6 SEPTEMBER 1997, Page 36

Seeing is believing

Michael Bywater

VISUAL EXPLANATIONS by Edward it Tufte Graphics Press UK £28.00, pp. 157 We live surrounded by wily, unscrupulous persuaders, advertisers, mar- keting men, data-miners, politicians, pun- dits, health fascists, sharks after our money, puritans whose lives are governed by the terrible thought that someone, somewhere, may be happy. The wise journalist's prime mandate — to ask himself, at all times, `Why is this bugger lying to me?' — should be adopted by everyone who wishes to sur- vive the Information Age (which is really the Marketing Age, which in turn is no more than the Snake-Oil Age dressed in a plausible suit and carrying a notebook computer) with their faculties and fortunes intact.

On a plinth in our secret, unassailable minds should be a statue of Edward Tufte; and on our bookshelves should be his books, of which this is the third. The first was The Visual Display of Quantitative Information, and such joys and wonders have not been concealed behind so uninvit- ing a title since The Origin of Consciousness in the Breakdown of the Bicameral Mind, Julian Jaynes's magnificently wild-eyed jeu d'esprit. VDQI was about pictures of num- bers — 'How to depict data and enforce statistical honesty', as Professor Tufte puts it, and God knows we need to know at a time when every newspaper editor flings statistics at his readers without having the remotest notion what they really mean or how they came to be constructed. (You'll probably have seen the advertisement for VDQI, reproducing that wonderful graphic chart of Napoleon's march on and retreat from Moscow, in which, at a glance, the whole terrible picture was revealed.) Professor Tufte's second masterpiece was Envisioning Information, a book 'about pictures of nouns': maps, for example, and aerial photographs, described by the Amer- ican Mathematical Monthly, in their dry, mathematical, monthly way as 'brilliant, magnificent'.

And now we have Visual Explanations, a book about verbs, about things happening, about change over time, 'explanation and narrative. Since such displays,' says Tufte, `are often used to reach conclusions and make decisions, there is a special concern with the integrity of the content and the design.'

That the three books are visually enthralling is beyond debate. Tufte has taken charge of their design and publica- tion himself, and he and his artists, Bonnie Scranton, Dmitry Krasny and Weilin Wu, have produced near-perfect exemplars of the subjects he discusses. But there's far more to them than that. Enlightenment springs from every page, whether he is dis- cussing Humphry Repton's use of dodgy scale-figures to flog his pricy landscape rethinks, the fruity dissembling of the Mag- ellan space-probe video, the lessons to be learned from the instruction-sheets for conjuring tricks and their application to heart surgery and public speaking, the best way to present medical records, or the worst way to present the sort of engineer- ing reports such as those which directly led to the catastrophic explosion of the Chal- lenger space shuttle on January 28, 1986.

And with Tufte's meticulous and graceful exposition of truth and rigour come their converses: an understanding of the decep- tions practised on us daily, of the indisci- pline and sloppy thinking that have led to the execrable excesses (particularly in the United States) of political correctness, the persecution of tobacco-smokers, the jittery caterwauling of self-appointed guardians of public health, the narrow-gutted scaremon- gering of food-and-cancer activists, and all the other cheats and charlatans and special pleaders who exploit our susceptibility to visual obfuscation.

As we move more and more towards a culture whose infrastructure is primarily visual — driven not only by television, but, increasingly, by the world-wide Web (not `These three panels show some fish magic, the 'distraction display' of the colourful male stick- leback, as it seeks to lure a group of egg-eating predators away from its nest. Several methods depicting movement combine to create a lively narrative of threat and decoy: (1) separate dia- grams show paragraphs of activity, (2) dotted lines track motion within images, and (3) just as a sequence of varying positions of a single object indicates motion, here varying postures of the many fish together signal motion. The three panels are separated by a gentle and effective visual move, simply the absence of background; heavy-handed compartments made from thick lines are never necessary in order to tell one image from another. This is a superb arrangement, a design so good as to be unnoticeable, transparent to the interesting content at hand.' so much sound-bite as eye-blink) — Tufte's reasoned demands for a clear morality of visual explanation become increasingly appealing. He is a Roundhead, but a Roundhead with passion and a witty gleam in his aesthetic eye; and the results of his combination of enthusiasm and rigour have in themselves a cool and timeless elegance which both ravishes the senses and seduces the intellect. If every newspaper editor were forced to read Tufte's books, at least one of them would surely see reason and sack his or her star columnists, using the money to hire a good statistician. And if I were one of the columnists so sacked, I would, having read Tufte's books myself, count it no disgrace, but rather a worthy sacrifice in the public interest.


### Work instruction
Give again only the lines from the line that holds "Draw a box around *human head*." to the end of the data, inclusive, omitting all pictures.

- - - -

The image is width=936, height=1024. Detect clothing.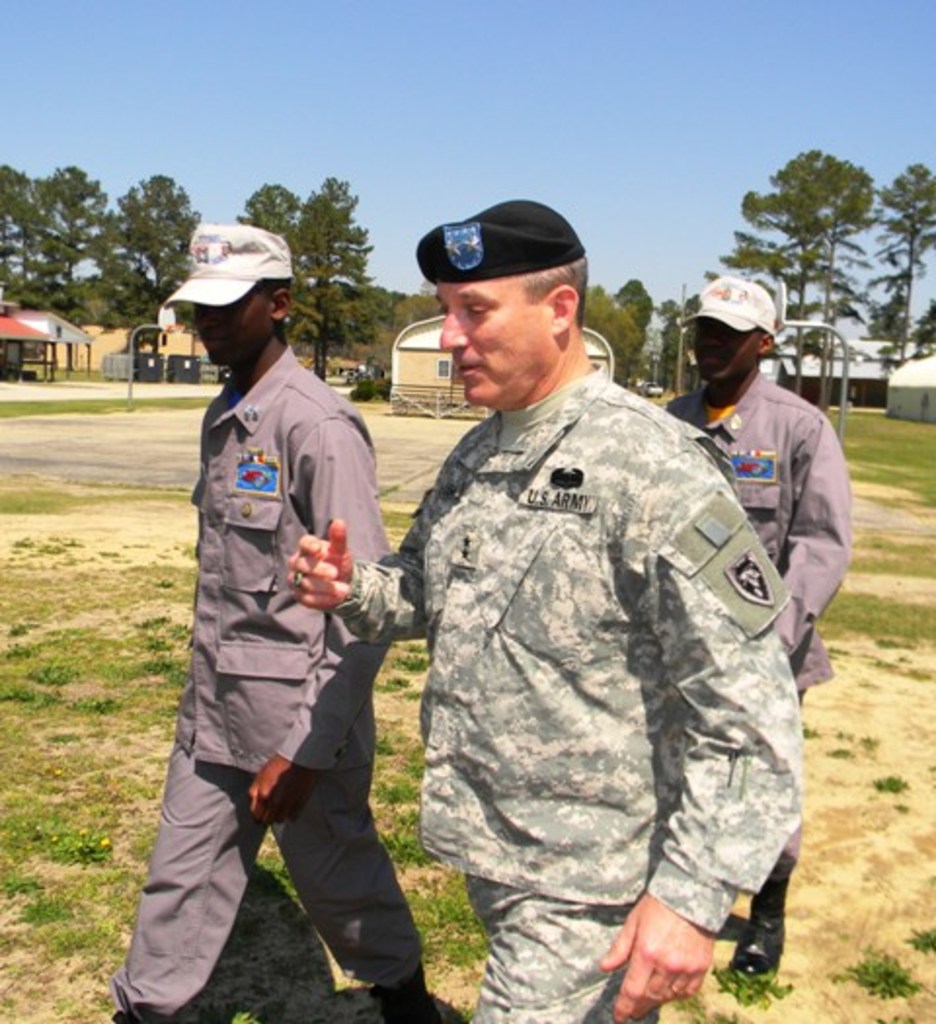
Detection: l=119, t=343, r=437, b=1022.
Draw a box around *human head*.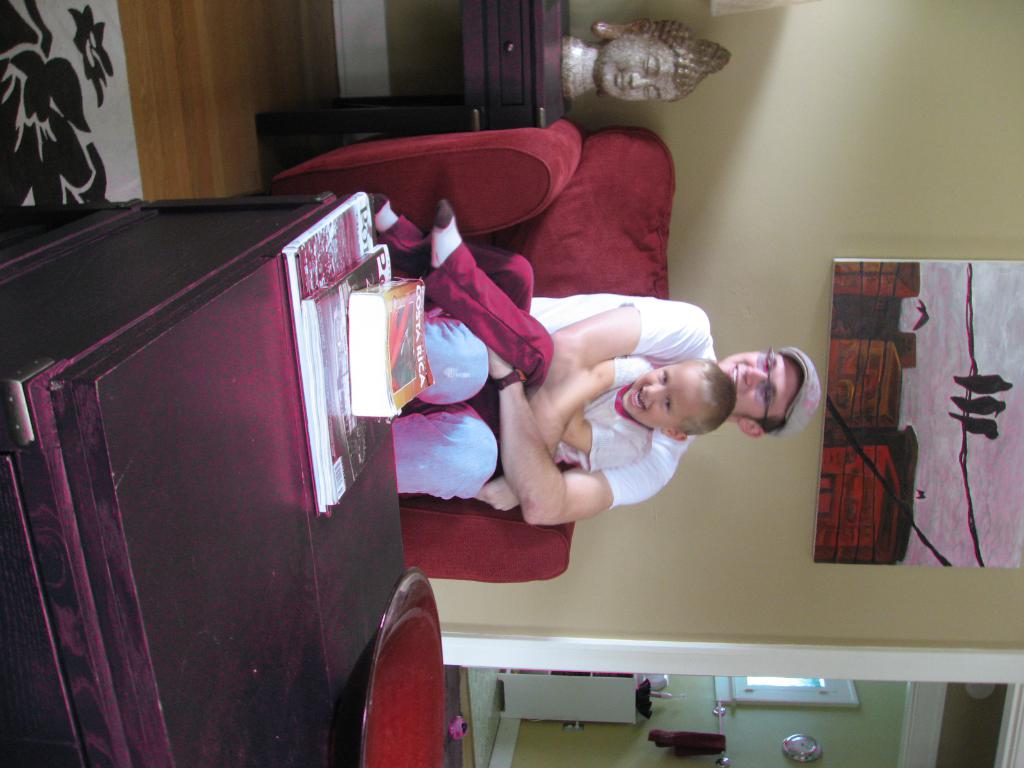
Rect(621, 341, 731, 438).
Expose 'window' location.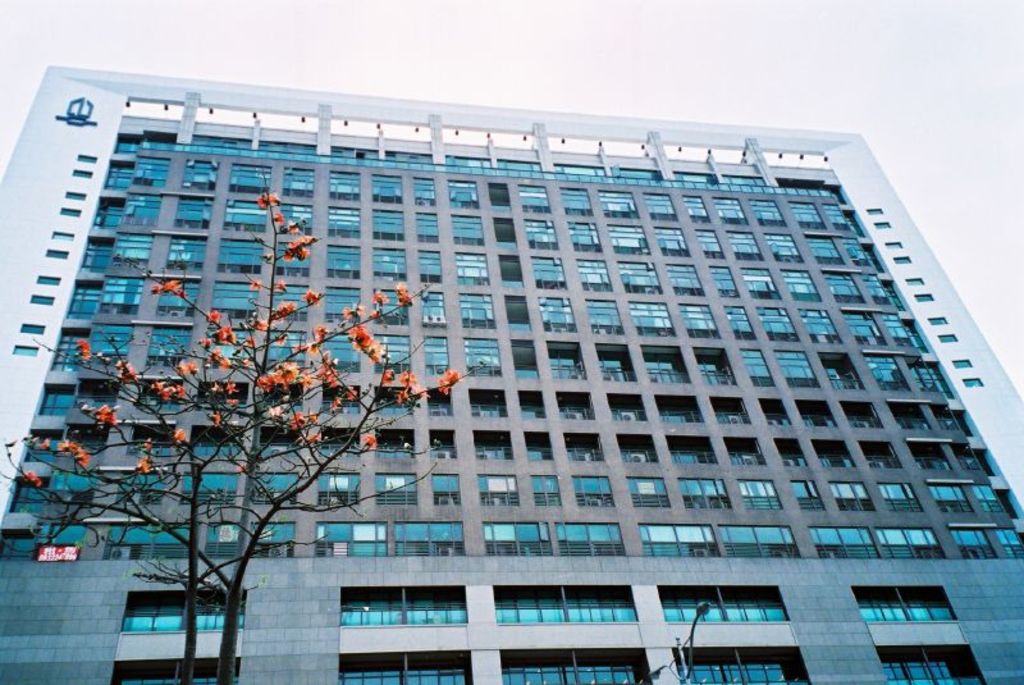
Exposed at detection(755, 200, 780, 222).
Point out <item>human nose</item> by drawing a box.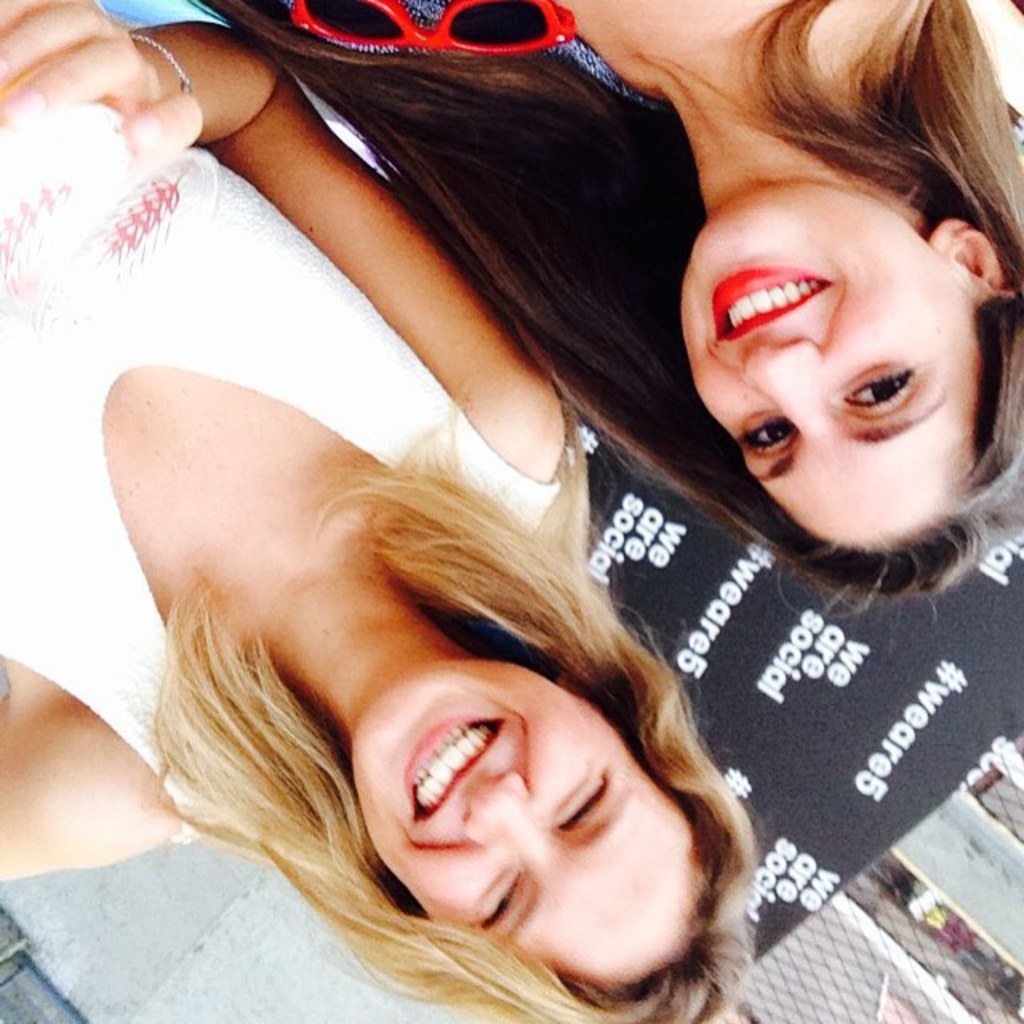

- - - -

### Solution to the exercise
Draw a box around *human head*.
Rect(621, 341, 731, 438).
Expose 'window' location.
Exposed at detection(755, 200, 780, 222).
Point out <item>human nose</item> by drawing a box.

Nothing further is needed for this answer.